Milli-selling rapgoblin Lil Wayne probably didn’t worry too much about borrowing the Rolling Stones’ “Play with Fire” for the hook of his track “Playing with Fire.” Hell, it wasn’t even a sample. He hired R&B sublegend Betty Wright to sing it, shuffled some words around, changed the tune a bit, and called it fair. In the grand scheme of hip-hop infringement, it seems like a mere trifle.
But no! A suit has been filed against Mr. W.F. Baby and Universal Records seeking undisclosed damages in return for their reckless theft. Aside from the copyright issue, Wayne had the indecency to use ripped-off Stones lyrics alongside “explicit, sexist, and offensive” language, something of which the Stones would surely never approve. But wait! Before you accuse the Stones of being huge fucking hypocrites, consider this: the senior rockers lost the publishing rights to their entire pre-1970 catalogue decades ago, and they most likely have nothing to do with this lawsuit. (In fact, they just signed a huge contract with Universal.) A far more malevolent force is at work.
I’m guessing Weezy didn’t realize how appropriate the title “Play with Fire” is. In releasing a track that borrowed from classic Stones (however lightly), he not only played with fire, he stirred the wrath of someone whose strongarm tactics over the years have earned him a reputation as one of the most sinister, bellicose volcano gods of the recording industry. ABKCO Music holds the rights to an exceedingly valuable catalogue, one that includes the classic work of the Stones and Sam Cooke plus material by many other eminently reissuable ’60s hitmakers. It’s quite a nest egg, and ABKCO defends it like an angry mother eagle.
ABKCO is the brainchild of Allen Klein, a classic supervillain of the music biz who spent a few years handling the business affairs of the Rolling Stones and the Beatles before bitterly alienating them with self-serving management and ugly dealings. Klein’s first major taste of infringement litigation put him on the wrong side of the courtroom; while he was managing George Harrison, he was involved in the famed “subconscious plagiarism” suit regarding the ex-Beatle’s hit single “My Sweet Lord,” for which Harrison had unintentionally used the tune of the Chiffons’ 1963 hit “He’s So Fine.” Bright Tunes, the owner of the “He’s So Fine” publishing rights, had a strong case and stood to make millions.
At some point during the long years of litigation, Klein and Harrison acrimoniously ended their business partnership. Klein had a brilliant dickhead inspiration: he’d just buy up Bright Tunes for himself, thus jumping from the losing team to the winning team. In pursuit of this repugnant dream, he went so far as to feed Bright Tunes detailed financial data on the sales of “My Sweet Lord” and fiendishly undercut a settlement offer made by Harrison. From a 1981 decision by a judge in the case:
“ . . . Harrison made a settlement proposal which, at the time, Bright Tunes’ lawyer regarded as ‘a good one.’ Unknown to Harrison, Klein, at that point still involved in bitter post-firing litigation with Harrison, made a substantially higher offer to purchase Bright Tunes’ claim on behalf of ABKCO, thereby causing Bright Tunes to conclude that the level at which it had been negotiating with Harrison was far too low.”
In the end, Klein’s ploy was so laughably despicable that the judge barred him from profiting by it, and Harrison wound up owning the rights to “He’s So Fine” himself. The setback seems only to have hardened Klein’s heart, and that led to decades of ruthless overcompensation.
In the early ’90s, ABKCO demanded that Janet Jackson give Jagger and Richards partial writing credit on the track “What’ll I Do” after she had the audacity to use the words “Hey hey hey/That’s what I say.” Another seven-word phrase, “You can’t always get what you want,” is said to have cost George Michael a share of the royalties from his “Waiting for That Day” single.
Most notorious was the sad case of the Verve: though they had cleared the Stones-related sample with Decca and PolyGram for use in their hit “Bitter Sweet Symphony” (which took four bars of a greasy orchestral reworking of “The Last Time”), Klein, as holder of the publishing rights, at the last minute decided that they’d appropriated too much of the musical content of the song. Since it was too late to halt the release and remove the sample, the Verve hastily agreed to hand over 50 percent of the “Bitter Sweet” royalties to ABKCO. Once the song became a massive hit, however, Klein decided that the Verve had overstepped the original agreement and that he’d now be more comfortable taking 100 percent. And even that wasn’t enough to wet his whistle, so he sold the song out to Nike and Vauxhall commercials against the band’s wishes.
Given decades of precedent, I can’t imagine how Wayne and Universal didn’t see this coming. Who knows what kind of bill they’ll be stuck with, but it’s my personal well-informed legal opinion that both defendants are set to be F’d in the B. If any good comes of this, it’s that we might get to see “Jagger/Richards” pop up in the credits of a Lil Wayne album. Which is the eyeball equivalent of huffing spray paint.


» What you have to do
Find every line in the records that holds the string "relatives". Copy each one.

» Dataset extract

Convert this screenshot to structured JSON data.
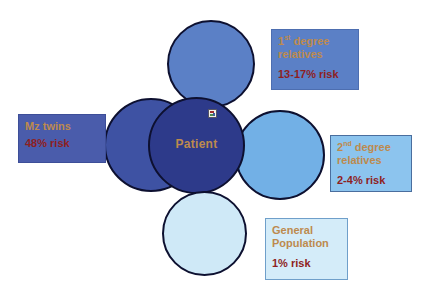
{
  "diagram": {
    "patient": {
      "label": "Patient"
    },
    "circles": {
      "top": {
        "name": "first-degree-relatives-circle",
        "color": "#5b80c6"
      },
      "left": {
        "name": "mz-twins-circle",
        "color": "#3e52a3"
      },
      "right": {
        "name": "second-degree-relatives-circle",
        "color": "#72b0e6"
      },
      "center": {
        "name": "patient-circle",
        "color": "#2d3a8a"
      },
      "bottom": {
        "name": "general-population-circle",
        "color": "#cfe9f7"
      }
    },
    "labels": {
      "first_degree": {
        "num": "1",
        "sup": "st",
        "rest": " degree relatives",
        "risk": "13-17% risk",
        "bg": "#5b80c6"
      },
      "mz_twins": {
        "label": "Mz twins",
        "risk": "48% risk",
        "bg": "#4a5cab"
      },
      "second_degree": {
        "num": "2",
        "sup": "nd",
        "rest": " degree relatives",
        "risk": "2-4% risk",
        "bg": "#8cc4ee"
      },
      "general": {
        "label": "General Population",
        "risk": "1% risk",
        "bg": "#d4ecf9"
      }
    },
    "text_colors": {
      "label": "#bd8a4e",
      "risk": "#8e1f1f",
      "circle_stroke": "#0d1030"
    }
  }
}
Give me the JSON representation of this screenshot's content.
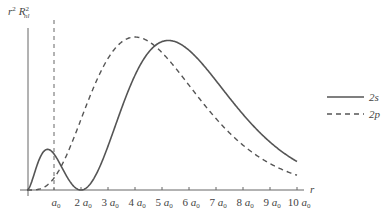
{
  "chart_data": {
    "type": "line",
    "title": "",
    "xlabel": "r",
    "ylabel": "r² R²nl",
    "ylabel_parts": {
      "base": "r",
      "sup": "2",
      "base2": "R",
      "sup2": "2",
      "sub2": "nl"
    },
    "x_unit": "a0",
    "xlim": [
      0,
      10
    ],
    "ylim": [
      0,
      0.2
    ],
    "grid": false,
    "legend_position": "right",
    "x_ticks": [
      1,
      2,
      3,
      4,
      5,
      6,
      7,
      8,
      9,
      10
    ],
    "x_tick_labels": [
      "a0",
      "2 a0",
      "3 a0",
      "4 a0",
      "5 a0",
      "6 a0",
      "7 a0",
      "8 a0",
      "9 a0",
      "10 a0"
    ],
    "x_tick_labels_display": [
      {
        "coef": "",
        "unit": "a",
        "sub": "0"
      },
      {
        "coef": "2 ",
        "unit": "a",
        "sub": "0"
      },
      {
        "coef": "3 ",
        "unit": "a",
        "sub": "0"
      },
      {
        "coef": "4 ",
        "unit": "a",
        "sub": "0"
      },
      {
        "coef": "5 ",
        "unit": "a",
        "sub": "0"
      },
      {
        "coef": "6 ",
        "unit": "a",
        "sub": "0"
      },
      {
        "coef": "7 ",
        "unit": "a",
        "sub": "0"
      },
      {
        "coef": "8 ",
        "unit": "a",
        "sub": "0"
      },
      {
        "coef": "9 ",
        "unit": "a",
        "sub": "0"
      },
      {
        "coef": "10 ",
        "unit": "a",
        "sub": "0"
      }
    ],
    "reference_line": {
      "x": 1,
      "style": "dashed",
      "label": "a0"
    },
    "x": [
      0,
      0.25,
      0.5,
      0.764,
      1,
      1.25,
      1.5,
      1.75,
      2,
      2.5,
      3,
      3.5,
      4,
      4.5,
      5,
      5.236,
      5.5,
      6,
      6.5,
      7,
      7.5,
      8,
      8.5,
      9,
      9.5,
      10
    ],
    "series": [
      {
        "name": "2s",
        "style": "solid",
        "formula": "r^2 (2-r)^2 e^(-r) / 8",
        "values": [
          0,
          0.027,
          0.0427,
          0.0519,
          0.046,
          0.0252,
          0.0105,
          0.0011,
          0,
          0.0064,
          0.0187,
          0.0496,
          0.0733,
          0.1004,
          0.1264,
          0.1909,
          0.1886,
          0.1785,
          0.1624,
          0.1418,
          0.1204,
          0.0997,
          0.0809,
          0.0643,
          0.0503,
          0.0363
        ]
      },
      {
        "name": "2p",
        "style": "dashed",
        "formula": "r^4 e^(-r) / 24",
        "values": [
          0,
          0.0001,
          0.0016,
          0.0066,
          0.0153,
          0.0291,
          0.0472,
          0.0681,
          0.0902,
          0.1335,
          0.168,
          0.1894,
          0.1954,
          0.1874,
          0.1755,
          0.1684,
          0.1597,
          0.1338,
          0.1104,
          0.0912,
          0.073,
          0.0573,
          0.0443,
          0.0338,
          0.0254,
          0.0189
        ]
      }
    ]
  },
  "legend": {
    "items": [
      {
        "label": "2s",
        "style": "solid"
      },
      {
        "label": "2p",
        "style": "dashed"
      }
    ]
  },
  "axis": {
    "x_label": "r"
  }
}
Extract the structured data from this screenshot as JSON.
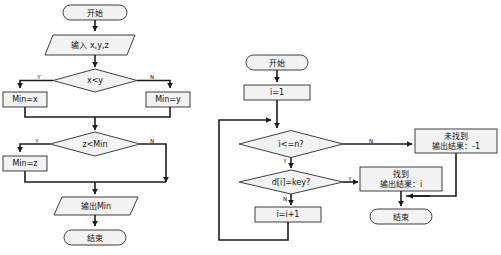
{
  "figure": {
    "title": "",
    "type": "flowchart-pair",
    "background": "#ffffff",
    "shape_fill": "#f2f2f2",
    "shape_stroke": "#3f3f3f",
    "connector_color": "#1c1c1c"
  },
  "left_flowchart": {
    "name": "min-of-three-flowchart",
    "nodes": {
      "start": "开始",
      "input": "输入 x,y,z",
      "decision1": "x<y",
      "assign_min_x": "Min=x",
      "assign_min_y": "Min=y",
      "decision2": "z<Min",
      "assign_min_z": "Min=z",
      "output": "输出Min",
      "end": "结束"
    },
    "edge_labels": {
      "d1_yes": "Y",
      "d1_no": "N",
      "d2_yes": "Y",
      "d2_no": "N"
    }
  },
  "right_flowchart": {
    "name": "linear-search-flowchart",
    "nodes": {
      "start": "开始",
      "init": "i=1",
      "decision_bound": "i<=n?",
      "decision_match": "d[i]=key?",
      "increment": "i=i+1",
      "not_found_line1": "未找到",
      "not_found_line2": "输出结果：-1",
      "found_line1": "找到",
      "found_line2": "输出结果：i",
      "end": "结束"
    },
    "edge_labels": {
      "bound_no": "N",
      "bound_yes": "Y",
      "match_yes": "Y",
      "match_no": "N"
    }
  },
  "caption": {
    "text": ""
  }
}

» Expected answer
        "name": "first-degree-relatives-circle",
        "name": "second-degree-relatives-circle",
        "rest": " degree relatives",
        "rest": " degree relatives",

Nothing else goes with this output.